Jobs and the cost of living:



The assembly industry has no connection to the national economy. There is no connection between agricultural and industrial production. The assembly industry is like an ugly tumor in a deserted, devastated desert. These tumors are located in the some of Haiti’s most fertile lands, such as the Free Trade Zone established in Ouanaminthe under Aristide’s Lavalas regime. One of the consequences of these policies is that Haiti can no longer produce enough food to feed its population. Peasants are no longer interested in agriculture and can’t compete with imported or so called donated goods such as rice. We can’t forget the most recent rice’s scandal under the regime of Aristide where these populist accumulated capital and benefited. Haiti’s national currency has been devaluated, making it worthless in US dollars. Workers are not able to sustain themselves and the meager wages received for their labor puts Haitian workers in conditions similar to slavery, with the added difference that workers now have to provide for themselves. The Haitian cost of living is as comparable to the US cost of living, but wages are not. The minimum wage in Haiti is about 24¢ an hour and a lot of workers don’t even earn this much due to unjust labor practices of sweatshops owners such as piece work, module where Haitians workers are required to produce a certain amount of goods or they will not be able to get their minimum wage as required by the Haitians antiquated Labor Laws. The Haitian ruling classes and their state apparatus, now led by the Préval-Alexis administration, has no national plan to develop the economy. In fact their bankrupt policies are facilitating Haiti’s US/UN tutelage.

Jobs, at what cost?



Haiti’s economy was flourishing in the period of slavery, but a plantation slave’s life expectancy was about 5 years. Nowadays, after all the advances made by humanity, should we accept these new conditions of slavery for the benefit of greedy capitalists? Again, US policy makers have allied themselves with Haiti’s ruling elites. Again, this will be a failed policy, just as in Iraq, or any other country where the ally is part of the problem.

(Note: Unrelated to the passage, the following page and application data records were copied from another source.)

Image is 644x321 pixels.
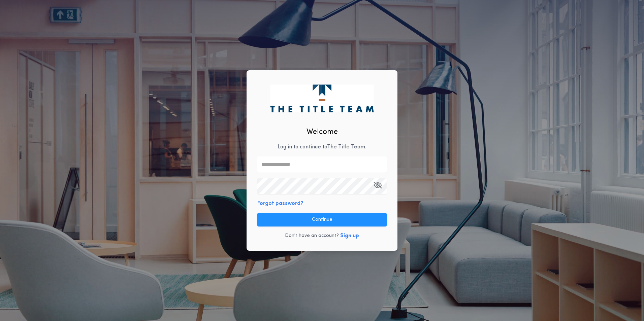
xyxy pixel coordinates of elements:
[340,232,359,240] button: Sign up
[257,213,387,226] button: Continue
[270,84,374,112] img: logo
[306,126,338,138] h2: Welcome
[257,200,303,207] button: Forgot password?
[278,143,366,151] p: Log in to continue to The Title Team .
[285,233,339,239] p: Don't have an account?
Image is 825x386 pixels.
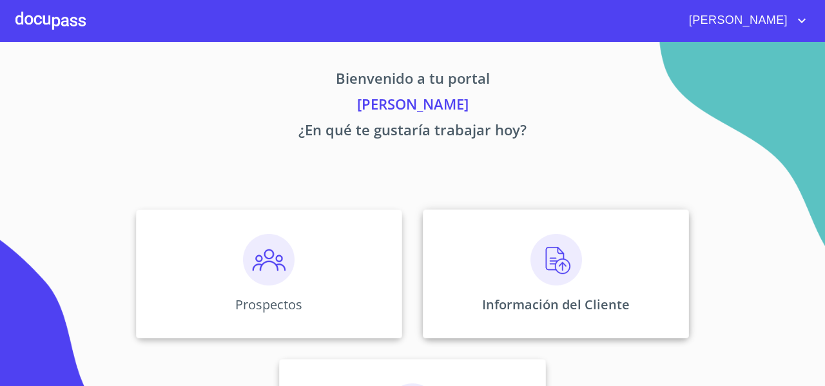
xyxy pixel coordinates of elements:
p: ¿En qué te gustaría trabajar hoy? [15,119,809,145]
p: [PERSON_NAME] [15,93,809,119]
p: Prospectos [235,296,302,313]
span: [PERSON_NAME] [679,10,794,31]
p: Información del Cliente [482,296,630,313]
button: account of current user [679,10,809,31]
img: carga.png [530,234,582,285]
p: Bienvenido a tu portal [15,68,809,93]
img: prospectos.png [243,234,295,285]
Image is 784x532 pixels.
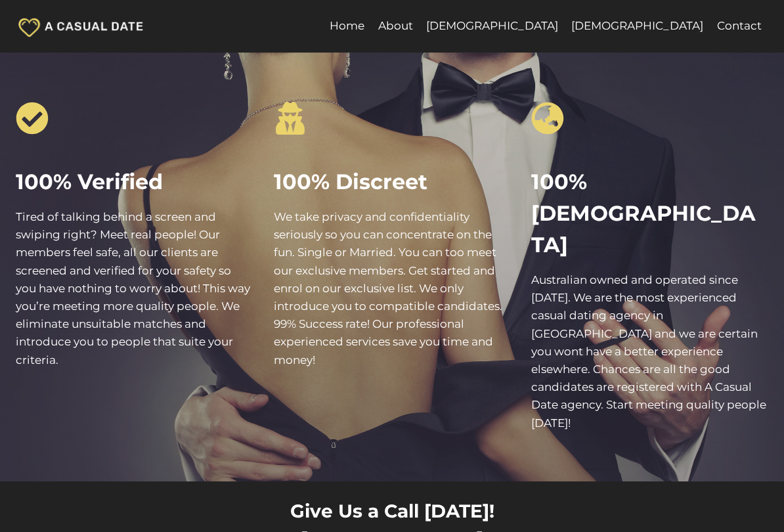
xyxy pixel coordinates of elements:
[531,271,768,432] p: Australian owned and operated since [DATE]. We are the most experienced casual dating agency in [...
[323,10,371,42] a: Home
[274,166,511,197] h1: 100% Discreet
[274,208,511,369] p: We take privacy and confidentiality seriously so you can concentrate on the fun. Single or Marrie...
[16,13,147,39] img: A Casual Date
[372,10,419,42] a: About
[16,166,253,197] h1: 100% Verified
[565,10,710,42] a: [DEMOGRAPHIC_DATA]
[711,10,768,42] a: Contact
[419,10,565,42] a: [DEMOGRAPHIC_DATA]
[323,10,768,42] nav: Primary Navigation
[16,208,253,369] p: Tired of talking behind a screen and swiping right? Meet real people! Our members feel safe, all ...
[531,166,768,260] h1: 100% [DEMOGRAPHIC_DATA]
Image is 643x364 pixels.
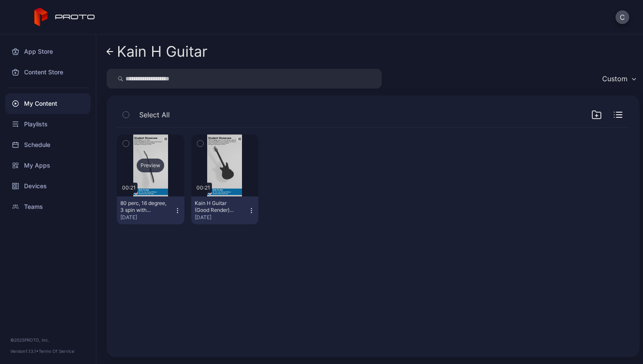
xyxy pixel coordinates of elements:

In the short term, we need to demand that safeguards for Haitian workers be built into HOPE. The right to organize, the right to collective bargaining, and the right to adequate health care should be an integral part of HOPE. All progressives need to struggle against the anti national anti popular policies of the Haitians dominant classes and the safeguarding of these policies by the Haitian State Apparatus now led by remnant of Aristide’s populist trend. At the same the interest of workers internationally need to be address in our battle for the rights of Haitians workers.